The Quiet, Cozy Reading Room

Lionel (graduating college this month)
I do remember our trip to Madiba, and feeling like a celebrity because the restaurant was near my parent’s house (..?). It’s funny what kids get really excited about, but I’m sure I received some special attention from my classmates because it was close/my family was there. I remember eating roasted corn with our student teacher (was her name Liz? I don’t remember now…I remember quite clearly that she liked to eat mango, and told us stories about eating it messily) at the restaurant. That was just when they opened, now they’ve been in the neighborhood for ‘as long as I can remember.’ Funny.1-239  2000

Dan (kindergarten, 1990)
I remember being picked up by my Aunt on the day my brother was born, and some time later (a few weeks? months?) my mother bringing baby David into class so all of us students could take turns tracing him on large white paper!1990 class photo

Anna (kindergarten, 1994)
Your name went up on some board when you learned to tie your shoes? I was trying to learn and was struggling, and I really wanted my name to be on the board, but was also very conscious of it not being on the board. When I finally learned, I felt very accomplished.
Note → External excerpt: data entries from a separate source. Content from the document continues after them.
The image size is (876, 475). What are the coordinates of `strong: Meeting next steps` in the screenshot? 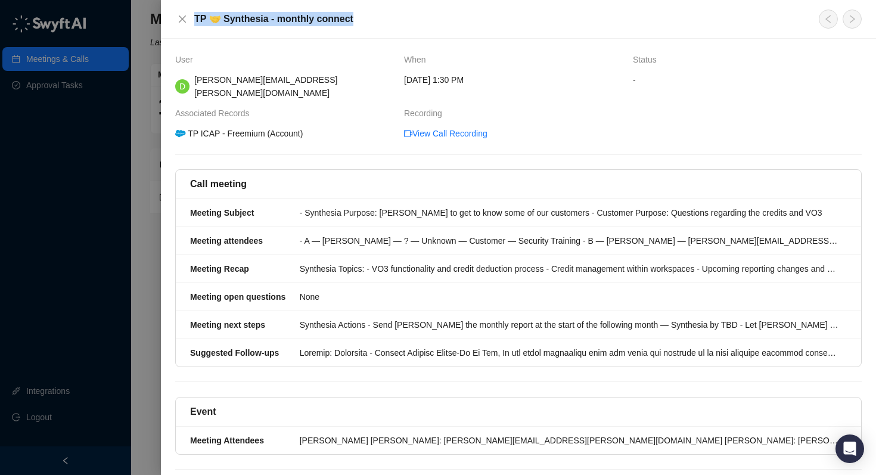 It's located at (228, 325).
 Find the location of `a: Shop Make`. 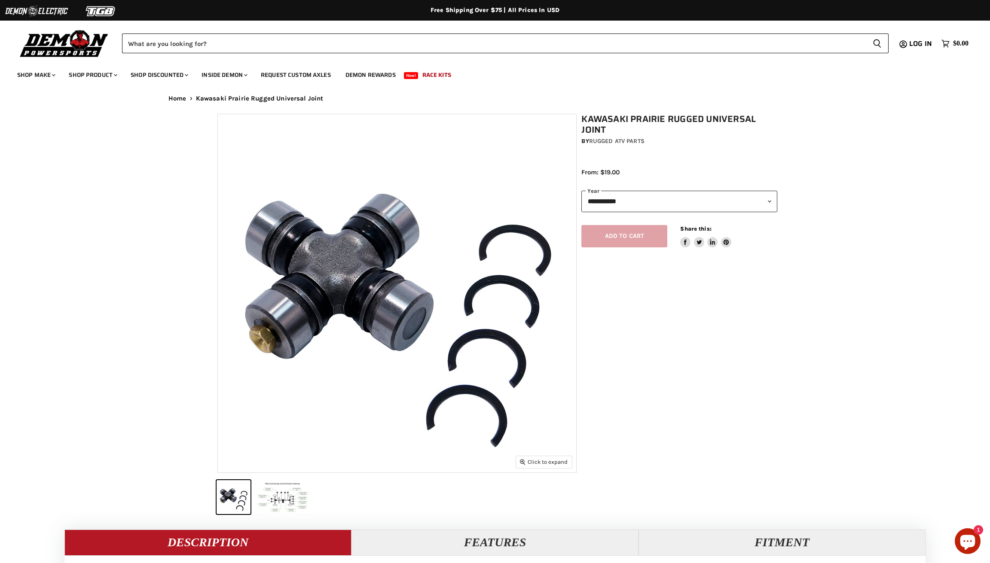

a: Shop Make is located at coordinates (36, 75).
I remember sitting at a table drawing something and you telling me I did a good job and feeling very warm and happy.drawing

Sophie (kindergarten, 1994)
I loved the Quiet Corner! I remember it being a little structure made out of cardboard, very dark and full of pillows, where we could go when we wanted to spend some time being quiet. It was lovely! And it has stayed with me.

I also remember Author of the Week; each student got a week during which all of the books they’d written during class were displayed on a bookcase near the front of the classroom. I think one period was spent having the rest of the class interview the author of the week about the stories she’d written. That was awesome.

Ross (kindergarten, 1993)
My strongest memory of kindergarten is of singalong time, particularly “Here Comes the Sun.” I remember loving the song and the act of singing/listening. I would later (re) discover the Beatles and develop a much broader love for their music, but it all started then (and possibly with “An Octopus’s Garden” too?).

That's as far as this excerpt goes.